Set up external monitoring with Uptime Kuma or similar:

# Uptime Kuma monitor for Postal web
- name: Postal Web UI
  url: https://postal.example.com
  type: http
  interval: 60

# TCP monitor for SMTP port
- name: Postal SMTP Port 25
  host: postal.example.com
  port: 25
  type: tcp
  interval: 60

For metrics, Postal exposes a /metrics endpoint compatible with Prometheus:

# prometheus.yml scrape config
scrape_configs:
  - job_name: postal
    static_configs:
      - targets: ['postal.example.com:5000']
    metrics_path: /metrics
    bearer_token: your-postal-api-key

Troubleshooting Common Issues

Emails landing in spam:

  • Run your domain through mail-tester.com to get a spam score and specific recommendations
  • Check that DKIM signature is valid: dig +short postal._domainkey.yourdomain.com TXT
  • Verify DMARC policy isn't blocking legitimate sends: check Google Postmaster Tools for delivery rate
  • Ensure your server IP isn't on any blacklists: mxtoolbox.com/blacklists

Port 25 connection refused:

# Test if port 25 is accessible from outside
nmap -p 25 postal.example.com
# If filtered: check VPS firewall and provider port 25 policy
ufw allow 25/tcp

High bounce rate causing auto-suspension:

# Check bounce types in Postal dashboard
# Hard bounces (invalid address) — remove from your list permanently
# Soft bounces (mailbox full, temp failures) — retry after 24h
# Reset suspension after fixing the root cause
docker compose exec postal postal unsuspend-server <server-id>

RabbitMQ queue backup:

# Check queue depths via management UI at :15672
# Or via CLI:
docker compose exec rabbitmq rabbitmqctl list_queues name messages
# If postal.delivery queue is backing up, restart workers:
docker compose restart postal-worker

Deliverability Best Practices

  1. Warm up your IP: Don't blast 10,000 emails on day one. Start with 50-100/day and ramp up over 2-4 weeks
  2. Monitor blacklists: check mxtoolbox.com/blacklists weekly for the first month
  3. Handle bounces: Postal auto-disables addresses after hard bounces — honor this in your app
  4. Respect unsubscribes: process SpamComplaint webhooks immediately
  5. Use consistent From address: changing from addresses hurts reputation
  6. Send relevant content: low engagement → spam folders → reputation damage

Backup and Upgrades

Daily backup script:

#!/bin/bash
DATE=$(date +%Y%m%d)
BACKUP_DIR=/opt/backups/postal

mkdir -p $BACKUP_DIR

# Dump both postal databases
docker compose exec -T mariadb mysqldump -u root -p${DB_ROOT_PASSWORD} postal > "$BACKUP_DIR/postal-$DATE.sql"
docker compose exec -T mariadb mysqldump -u root -p${DB_ROOT_PASSWORD} --databases $(docker compose exec -T mariadb mysql -u root -p${DB_ROOT_PASSWORD} -e "SHOW DATABASES LIKE 'postal-msg-%';" --skip-column-names | tr '\n' ' ') > "$BACKUP_DIR/postal-msg-$DATE.sql"
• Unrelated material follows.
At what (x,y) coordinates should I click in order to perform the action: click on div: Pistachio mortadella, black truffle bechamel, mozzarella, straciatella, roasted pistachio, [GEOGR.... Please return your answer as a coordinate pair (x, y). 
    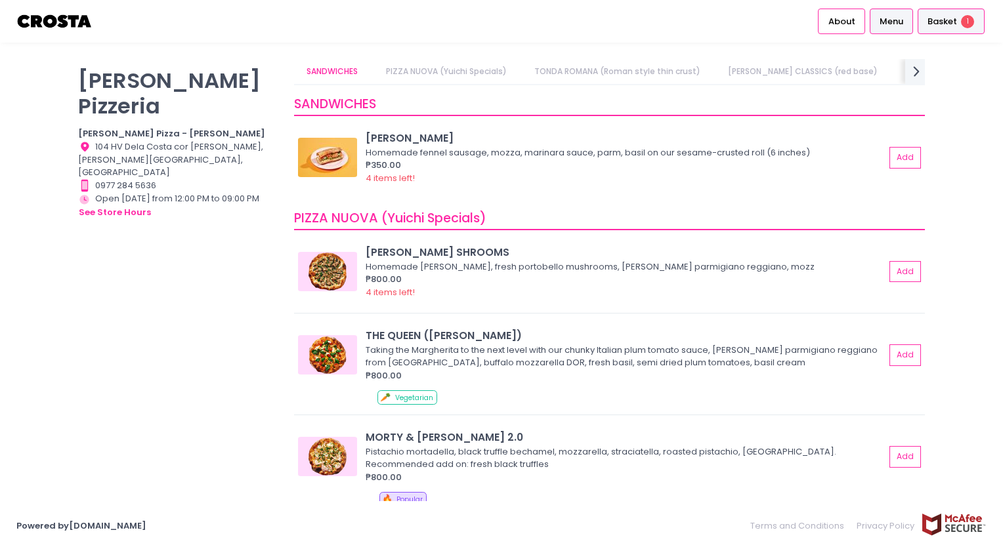
    Looking at the image, I should click on (623, 458).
gzip "$BACKUP_DIR/postal-$DATE.sql"
gzip "$BACKUP_DIR/postal-msg-$DATE.sql"

# Keep 14 days
find $BACKUP_DIR -name "*.gz" -mtime +14 -delete

Note: Postal creates a separate database per mail server (named postal-msg-<id>). Back up all of them.

Upgrading Postal:

cd /opt/postal
# Pull latest image
docker compose pull postal postal-worker postal-cron

# Run any pending database migrations
docker compose run --rm postal postal upgrade

# Restart all Postal services
docker compose up -d --force-recreate postal postal-worker postal-cron

Always check the Postal changelog before upgrading. Major releases sometimes require manual migration steps for database schema changes.


Methodology

  • Postal documentation: docs.postalserver.io
  • GitHub: github.com/postalserver/postal (14K+ stars)
  • Tested with Postal 3.x, Docker Compose, MariaDB 10.11, on Hetzner CX22

Browse open source alternatives to email marketing and transactional email tools on OSSAlt.